Luther gave him a soft smile but didn’t say anything. He’d lost comfort with saying “nigger,” even though the only time he’d ever used it was around other colored men. But both Jessie and the Deacon Broscious had used it constantly, and some part of Luther felt he’d entombed it with them back at the Club Almighty. He couldn’t explain it any better than that, just that it didn’t feel right coming off his tongue any longer. Like most things, he assumed, the feeling would pass, but for now….
“Well, I guess we might as well—”
He stopped talking when he saw McKenna stroll through the front door like he owned the damn building. He stood in the foyer, looking up at the dilapidated staircase.
“Damn,” Clayton whispered. “Police.”
“I know it. He’s a friend of my boss. And he act all friendly, but he ain’t. Ain’t no friend of ours, nohow.”
Clayton nodded because they’d both met plenty of white men that fit that description in their lives. McKenna entered the room where they’d been working, a big room, nearest to the kitchen, probably had been a dining room fifty years ago.
The first words out of McKenna’s mouth: “Canton?”
“Columbus,” Luther said.
“Ah, right enough.” McKenna smiled at Luther, then turned to Clayton. “I don’t believe we’ve met.” He held out a meaty hand. “Lieutenant McKenna, BPD.”
“Clayton Tomes.” Clayton shook the hand.
McKenna gripped his hand, kept shaking it, his smile frozen to his face, his eyes searching Clayton’s and then Luther’s, seeming to look right into his heart.
“You work for the widow on M Street. Mrs. Wagenfeld. Correct?”
Clayton nodded. “Uh, yes, suh.”
“Just so.” McKenna dropped Clayton’s hand. “She’s rumored to keep a small fortune in Spanish doubloons beneath her coal bin. Any truth to this, Clayton?”
“I wouldn’t know anything about that, sir.”
“Wouldn’t tell anyone anyway if you did!” McKenna laughed and slapped Clayton on the back so hard Clayton stumbled forward a couple of steps.
McKenna stepped close to Luther. “What brought you here?”
“Suh?” Luther said. “You know I live with the Giddreauxs. This is going to be the headquarters.”

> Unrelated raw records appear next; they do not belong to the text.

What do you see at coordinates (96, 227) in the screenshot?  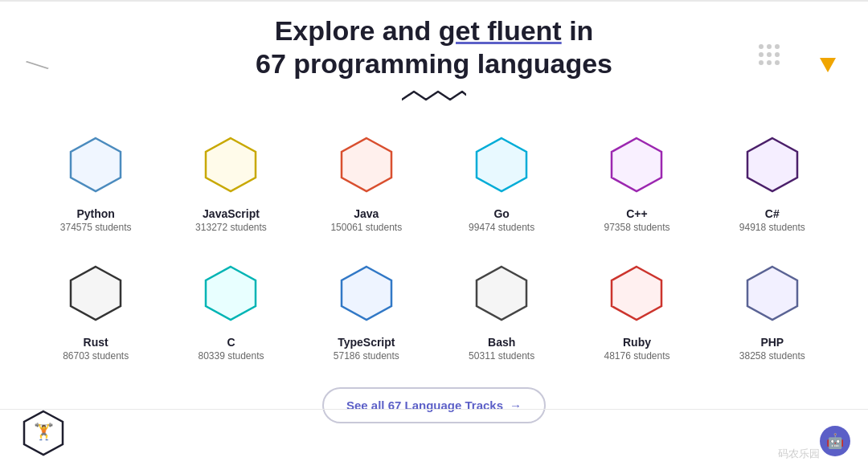 I see `lang-students: 374575 students` at bounding box center [96, 227].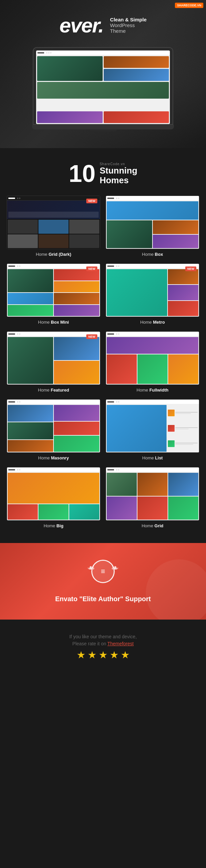 This screenshot has width=206, height=868. Describe the element at coordinates (152, 255) in the screenshot. I see `home-label: Home Box` at that location.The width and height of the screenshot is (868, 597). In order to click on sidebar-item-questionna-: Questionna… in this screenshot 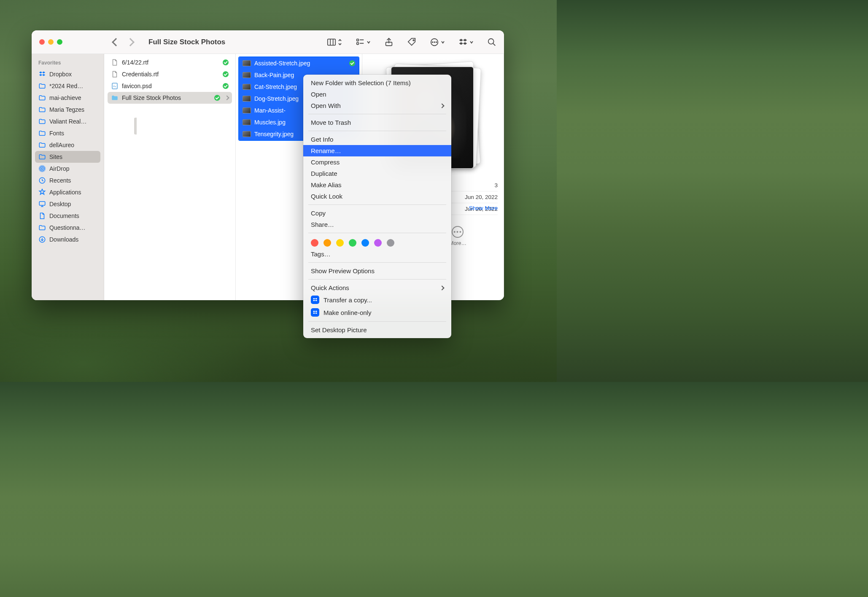, I will do `click(67, 228)`.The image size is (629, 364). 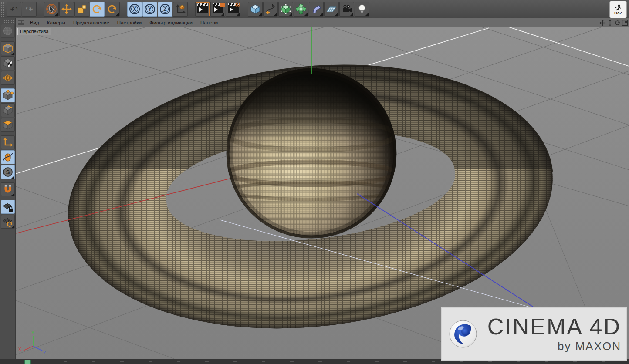 What do you see at coordinates (67, 9) in the screenshot?
I see `move-button` at bounding box center [67, 9].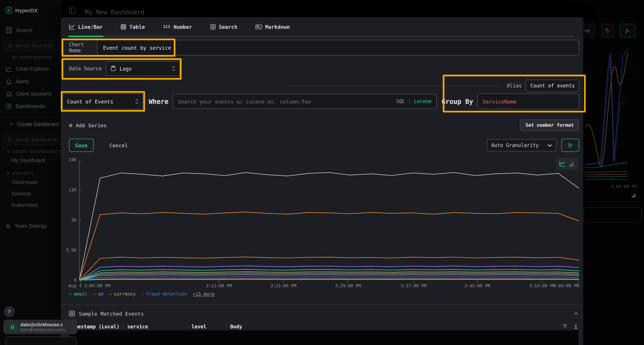 This screenshot has width=644, height=345. Describe the element at coordinates (40, 327) in the screenshot. I see `user-menu: D dale@clickhouse.c dale@clickhouse.com'…` at that location.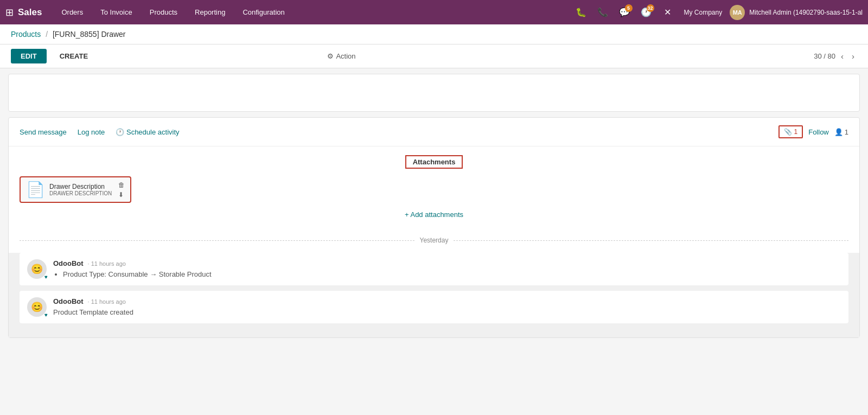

McKenna shot his eyebrows at Clayton. “The headquarters? Of what?”
“The NAACP,” Luther said.
“Ah, grand stuff,” McKenna said. “I remodeled me own house once. A constant headache, that.” He moved a crowbar to the side with his foot. “You’re in the demolition phase, I see.”
“Yes, suh.”
“Coming along?”
“Yes, suh.”
“Almost there, I’d say. ’Least on this floor. My original question, Luther, however, did not pertain to your working in this building. No. When I asked what brought you here, the ‘here’ I referred to was Boston herself. For instance, Clayton Tomes, where do you hail from, son?”
“The West End, sir. Born and raised.”
“Exactly,” McKenna said. “Our coloreds tend to be homegrown, Luther. Few come here without a good reason when they could find much more of their kind in New York or, Lord knows, Chicago or Detroit. So what brought you here?”
“A job,” Luther said.
McKenna nodded. “To come eight hundred miles just to drive Ellen Coughlin to church? Seems funny.”
Luther shrugged. “Well, then, I guess it’s funny, suh.”
“’Tis, ’tis,” McKenna said. “A girl?”
“Suh?”
“You got yourself a girl up these parts?”
“No.”
McKenna rubbed the stubble along his jaw, looked over at Clayton again, as if they played this game together. “See, I’d believe you came eight hundred miles for cunny. Now that’s a valid story. But, as it is?”